SOAP OPERA: Talk To Your Daughter Before The Beauty Industry Does


BY AMY Z. QUINN

Can a commercial, through sheer innovation and noble message, exceed its own status as a cheap marketing tool and become art? Or at the very least an important, buzz-worthy cultural artifact? “Onslaught,” Dove’s latest advert-cum-girlpower call to arms, sure gives it the old college try. It’s the follow-up to the legendarily creepy “Evolution,” which showed how an average-looking model is transformed, through the magic of beauty products and Photoshop, into a diva staring imperiously from a billboard ad.

Like its sister video, “Onslaught” isn’t meant for the TV airwaves, aside from snippets in the TV news stories you’ll see once it seeps that far into the mainstream. Both films were made by something called the “Dove Self Esteem Fund,” which smacks a bit of “scholarship competition,” but thankfully, only a little bit. (I’m totally getting the “My Beauty Rocks!” iron-ons!) Still, its overall message — that the “beauty industry” is coming for your little girls, and the other women in their lives can help them find ways to feel good about themselves which don’t include plucking, waxing, injecting, starving or otherwise manipulating our bodies — is delivered, helped along by decent music (Simian’s “La Breeze“).

The video is clearly meant not for girls, but for the older women whose actions and attitudes about our own bodies leave fingerprints on theirs — and who, not coincidentally, buy the soap.
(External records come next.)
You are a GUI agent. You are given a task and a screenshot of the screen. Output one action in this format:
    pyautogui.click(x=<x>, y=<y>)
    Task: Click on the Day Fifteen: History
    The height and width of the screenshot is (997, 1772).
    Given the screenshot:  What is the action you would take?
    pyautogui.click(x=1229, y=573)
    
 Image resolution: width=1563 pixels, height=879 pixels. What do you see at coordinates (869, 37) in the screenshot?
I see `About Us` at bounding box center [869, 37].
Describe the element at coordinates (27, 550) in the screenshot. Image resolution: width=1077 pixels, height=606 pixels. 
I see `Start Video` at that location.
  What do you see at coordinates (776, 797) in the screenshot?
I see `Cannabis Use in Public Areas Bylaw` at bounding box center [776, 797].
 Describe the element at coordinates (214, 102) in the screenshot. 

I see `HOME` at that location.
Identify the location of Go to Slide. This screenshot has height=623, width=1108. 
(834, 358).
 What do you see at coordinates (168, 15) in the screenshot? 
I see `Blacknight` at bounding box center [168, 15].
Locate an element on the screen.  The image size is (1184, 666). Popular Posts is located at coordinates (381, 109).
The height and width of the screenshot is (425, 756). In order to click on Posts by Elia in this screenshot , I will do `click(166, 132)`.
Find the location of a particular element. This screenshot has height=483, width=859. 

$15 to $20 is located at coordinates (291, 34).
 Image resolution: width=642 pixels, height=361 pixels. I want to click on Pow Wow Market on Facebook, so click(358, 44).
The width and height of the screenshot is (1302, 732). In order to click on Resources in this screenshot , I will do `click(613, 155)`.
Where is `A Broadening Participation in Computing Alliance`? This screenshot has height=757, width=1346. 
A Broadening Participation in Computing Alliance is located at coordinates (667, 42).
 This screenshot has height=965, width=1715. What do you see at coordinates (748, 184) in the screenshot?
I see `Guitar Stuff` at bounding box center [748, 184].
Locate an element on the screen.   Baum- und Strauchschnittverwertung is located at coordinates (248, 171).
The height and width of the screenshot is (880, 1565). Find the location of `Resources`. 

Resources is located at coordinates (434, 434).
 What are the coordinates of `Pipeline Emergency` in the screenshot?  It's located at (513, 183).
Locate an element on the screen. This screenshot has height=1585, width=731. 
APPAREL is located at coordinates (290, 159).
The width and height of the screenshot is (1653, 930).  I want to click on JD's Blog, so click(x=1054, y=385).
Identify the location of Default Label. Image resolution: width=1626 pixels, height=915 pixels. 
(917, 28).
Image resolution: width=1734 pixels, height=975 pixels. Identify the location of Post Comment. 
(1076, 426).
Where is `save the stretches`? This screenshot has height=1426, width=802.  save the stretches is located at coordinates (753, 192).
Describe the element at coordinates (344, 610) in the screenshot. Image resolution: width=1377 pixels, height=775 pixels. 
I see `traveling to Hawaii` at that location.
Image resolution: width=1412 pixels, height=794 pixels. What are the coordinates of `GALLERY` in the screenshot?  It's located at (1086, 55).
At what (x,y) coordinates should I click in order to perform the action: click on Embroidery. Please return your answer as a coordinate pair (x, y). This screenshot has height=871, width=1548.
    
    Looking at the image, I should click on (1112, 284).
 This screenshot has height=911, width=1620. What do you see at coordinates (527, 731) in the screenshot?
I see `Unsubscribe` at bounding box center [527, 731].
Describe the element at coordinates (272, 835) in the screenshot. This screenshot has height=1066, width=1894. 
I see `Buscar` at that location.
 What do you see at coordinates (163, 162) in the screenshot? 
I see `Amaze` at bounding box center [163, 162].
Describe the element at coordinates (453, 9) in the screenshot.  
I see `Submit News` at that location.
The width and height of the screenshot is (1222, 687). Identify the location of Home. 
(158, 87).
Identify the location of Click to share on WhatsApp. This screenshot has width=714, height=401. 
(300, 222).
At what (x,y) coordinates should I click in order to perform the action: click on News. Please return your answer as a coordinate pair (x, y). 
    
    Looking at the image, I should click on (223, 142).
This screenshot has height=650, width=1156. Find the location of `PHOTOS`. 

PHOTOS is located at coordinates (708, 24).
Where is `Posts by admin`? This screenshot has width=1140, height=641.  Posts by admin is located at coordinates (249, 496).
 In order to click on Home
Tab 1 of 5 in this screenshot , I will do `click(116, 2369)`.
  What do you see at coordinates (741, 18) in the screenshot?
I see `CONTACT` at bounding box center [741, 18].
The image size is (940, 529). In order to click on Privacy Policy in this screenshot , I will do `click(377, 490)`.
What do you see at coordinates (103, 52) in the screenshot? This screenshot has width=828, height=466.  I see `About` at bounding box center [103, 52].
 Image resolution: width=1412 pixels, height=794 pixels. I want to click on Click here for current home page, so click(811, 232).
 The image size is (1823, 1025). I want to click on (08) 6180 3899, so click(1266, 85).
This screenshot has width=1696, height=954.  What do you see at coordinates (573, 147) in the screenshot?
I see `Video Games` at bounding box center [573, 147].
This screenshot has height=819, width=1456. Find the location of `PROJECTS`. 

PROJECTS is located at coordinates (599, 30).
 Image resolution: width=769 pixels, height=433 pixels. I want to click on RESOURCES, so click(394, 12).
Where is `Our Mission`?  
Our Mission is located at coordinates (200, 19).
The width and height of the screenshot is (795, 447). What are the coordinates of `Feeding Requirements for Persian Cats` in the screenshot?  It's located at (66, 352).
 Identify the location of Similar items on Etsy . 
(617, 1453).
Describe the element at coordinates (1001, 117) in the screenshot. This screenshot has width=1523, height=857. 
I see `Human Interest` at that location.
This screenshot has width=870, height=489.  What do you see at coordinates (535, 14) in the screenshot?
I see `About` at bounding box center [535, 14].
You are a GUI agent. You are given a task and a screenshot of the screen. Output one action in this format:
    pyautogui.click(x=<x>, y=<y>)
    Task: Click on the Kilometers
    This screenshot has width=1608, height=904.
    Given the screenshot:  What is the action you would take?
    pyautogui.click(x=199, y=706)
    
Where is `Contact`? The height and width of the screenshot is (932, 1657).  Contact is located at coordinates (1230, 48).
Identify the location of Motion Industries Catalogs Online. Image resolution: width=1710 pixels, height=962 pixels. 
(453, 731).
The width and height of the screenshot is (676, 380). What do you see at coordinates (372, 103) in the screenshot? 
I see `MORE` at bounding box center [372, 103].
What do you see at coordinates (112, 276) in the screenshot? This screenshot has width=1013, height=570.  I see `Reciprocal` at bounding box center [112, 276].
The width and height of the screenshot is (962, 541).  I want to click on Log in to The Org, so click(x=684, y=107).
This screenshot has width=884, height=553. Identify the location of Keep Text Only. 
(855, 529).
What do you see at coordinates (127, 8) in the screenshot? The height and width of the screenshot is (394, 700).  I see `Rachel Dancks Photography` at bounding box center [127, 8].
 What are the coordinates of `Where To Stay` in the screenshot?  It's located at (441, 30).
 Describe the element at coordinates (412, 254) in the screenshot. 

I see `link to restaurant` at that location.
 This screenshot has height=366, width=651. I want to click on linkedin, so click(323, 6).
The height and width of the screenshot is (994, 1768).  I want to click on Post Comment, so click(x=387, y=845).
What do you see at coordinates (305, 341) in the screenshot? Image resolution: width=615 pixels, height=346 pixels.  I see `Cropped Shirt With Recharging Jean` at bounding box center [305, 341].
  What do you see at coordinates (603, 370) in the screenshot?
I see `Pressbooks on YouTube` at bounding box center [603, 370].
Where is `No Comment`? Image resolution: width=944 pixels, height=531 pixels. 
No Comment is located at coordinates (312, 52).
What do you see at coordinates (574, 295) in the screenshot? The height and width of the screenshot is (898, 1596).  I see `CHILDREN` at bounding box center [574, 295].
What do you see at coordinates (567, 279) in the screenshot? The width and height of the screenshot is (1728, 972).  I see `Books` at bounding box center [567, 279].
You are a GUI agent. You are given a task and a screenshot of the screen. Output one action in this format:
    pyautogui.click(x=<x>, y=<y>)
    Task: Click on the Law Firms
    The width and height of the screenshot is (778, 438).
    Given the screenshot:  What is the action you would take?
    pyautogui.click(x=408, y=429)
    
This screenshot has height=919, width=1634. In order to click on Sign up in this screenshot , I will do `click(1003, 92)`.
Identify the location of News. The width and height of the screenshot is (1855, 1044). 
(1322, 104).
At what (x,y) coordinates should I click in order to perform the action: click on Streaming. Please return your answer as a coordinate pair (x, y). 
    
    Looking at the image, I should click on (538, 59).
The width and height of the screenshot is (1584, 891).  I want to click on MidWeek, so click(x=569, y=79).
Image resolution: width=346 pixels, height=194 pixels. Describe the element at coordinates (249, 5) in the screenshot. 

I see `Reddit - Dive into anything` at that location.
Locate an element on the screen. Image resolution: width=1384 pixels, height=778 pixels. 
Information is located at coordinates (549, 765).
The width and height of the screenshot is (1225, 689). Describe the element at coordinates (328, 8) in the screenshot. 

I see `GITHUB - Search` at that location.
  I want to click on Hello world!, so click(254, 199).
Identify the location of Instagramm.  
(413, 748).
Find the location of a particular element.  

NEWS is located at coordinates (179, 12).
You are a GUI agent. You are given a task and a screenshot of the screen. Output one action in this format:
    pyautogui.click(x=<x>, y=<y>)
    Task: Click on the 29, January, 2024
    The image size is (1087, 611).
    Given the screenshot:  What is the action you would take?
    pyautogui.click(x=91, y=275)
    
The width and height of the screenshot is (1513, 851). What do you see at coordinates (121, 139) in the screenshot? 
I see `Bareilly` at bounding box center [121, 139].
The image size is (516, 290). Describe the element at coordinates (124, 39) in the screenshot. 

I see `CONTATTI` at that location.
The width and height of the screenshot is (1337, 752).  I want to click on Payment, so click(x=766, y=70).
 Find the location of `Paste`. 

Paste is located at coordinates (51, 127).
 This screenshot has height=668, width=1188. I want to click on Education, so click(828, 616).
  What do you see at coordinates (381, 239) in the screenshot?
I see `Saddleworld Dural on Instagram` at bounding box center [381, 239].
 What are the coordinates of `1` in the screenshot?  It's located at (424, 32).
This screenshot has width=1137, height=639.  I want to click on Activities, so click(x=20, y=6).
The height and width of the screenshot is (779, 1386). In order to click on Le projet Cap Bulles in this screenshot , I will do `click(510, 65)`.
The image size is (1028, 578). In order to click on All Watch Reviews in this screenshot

It’s important not to forget that as powerful as the video is — and it is, horrifyingly so — the goal is not really to save your daughters or to make you feel good about yourself, it’s to steer you toward Dove products next time you go down the Health and Beauty Aides Aisle. Soap is essentially soap, and people buy it for reasons other than the fact that it cleans better than another brand. You select it from the two dozen other equally adequate soaps because because you have a coupon for it, or because you like the little scratchy bits of oatmeal, or because you think Irish cable-knit sweaters are sexy, or because it gives you a vaguely good feeling about yourself.

Still, Dove hasn’t ever really advertised itself as something that will make you more beautiful, just more possessing of baby-soft skin, though there are plenty of folks willing to call parent company Unilever a bunch of hypocrites. I’m over that.

Watching “Onslaught” again this morning, I kept thinking about another girl, roughly the same age as the strawberry-blond tween in the video, whom I’d seen on CNN about an hour before. This girl had been beaten up in a middle-school bathroom by the Mean Girl On Campus, while another one filmed the attack and promptly posted it on YouTube. Sitting next to the victim as she told the Tony Harris what happened was her big sister, there not so much to stick up for the girl but to be next to her while she stuck up for herself. That leaves fingerprints, too.